The recession that began in 2007 is one reason suicide rates rose in the late 2000s and early 2010s. Guns are another. From 2002 to 2007, rates of firearm suicides among US kids were falling. But from 2007 to 2014, that figure increased 60% and is now the highest it has ever been, according to a study published recently in Pediatrics.

It’s not just kids. “The rise in firearm suicides among children reflects the more widespread problem of increased suicide rates across the nation, particularly following the economic recession in 2007,” Katherine Fowler, lead author of the study and behavioral scientist at the Center for Disease Control and Prevention told Quartz in an email. Fowler said rates of suicide in the US have increased for all age groups, both sexes, among military and Veteran populations, and in both rural and urban communities.

“It’s really stunning to see such a large increase in suicide rates affecting virtually every age group, Katherine Hempstead, senior adviser for health care at the Robert Wood Johnson Foundation, told the New York Times when broader US suicide rate data was released last year. Hempstead’s past research has identified a link between suicides among middle-aged US adults and rising rates of distress about jobs and finances.

Fowler’s data tracked suicides through 2014, and it’s possible that rates have fallen as the economy continues to recover. But many continue to feel the impact of the recession—including children. In particular, white and Native American children appear to be at risk; they were four to five times more likely to die by firearm suicide than the population as a whole.

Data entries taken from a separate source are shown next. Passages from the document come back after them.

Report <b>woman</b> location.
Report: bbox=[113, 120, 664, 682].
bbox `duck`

Where the study had data that could identify a direct cause for firearm suicide, it found it was often related to relationship problems, including with a romantic partner, friend, or family member. Of course that’s not mutually exclusive to the economic issue. The economy made life significantly harder for huge swaths of America, and the stress of an unemployed parent or parents can pass through to their kids, and make a relationship problem feel that much more dire.

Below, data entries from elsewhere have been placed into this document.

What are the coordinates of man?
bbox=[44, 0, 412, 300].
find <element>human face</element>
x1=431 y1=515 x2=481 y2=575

That said, many other countries suffered from the recession, and childhood suicide rates elsewhere haven’t risen at the same rates as they have in the US.

After a gunman opened fire on members of Congress at a baseball field near Washington DC on June 14, it reignited a common debate over guns, namely whether people need more guns to protect themselves from shooters or fewer guns to hurt fewer people. But countries with stricter gun laws don’t seem to suffer anywhere the same magnitude of gun-related injuries, death, or suicide as the US: 91% of global gun-related deaths for kids under 14 happen in the US, and gun homicide rates for 15-24 year-olds in the US are a startling 49 times higher than in other wealthy countries.

There was some good news in the Pediatrics study: firearm homicides for US kids declined between 2007 and 2014, which the CDC attributes to more programs and policies around preventing kids from killing each other. That’s little solace to the families and friends of the nearly 1,300 American children who die each year from firearm-related injuries, or the fact that 4.2% of all American kids have witnessed a fatal shooting in the US in the past year.

“About 19 children a day die or are medically treated in an emergency department for a gunshot wound in the US,” Fowler told Reuters. It doesn’t seem to have to be this way.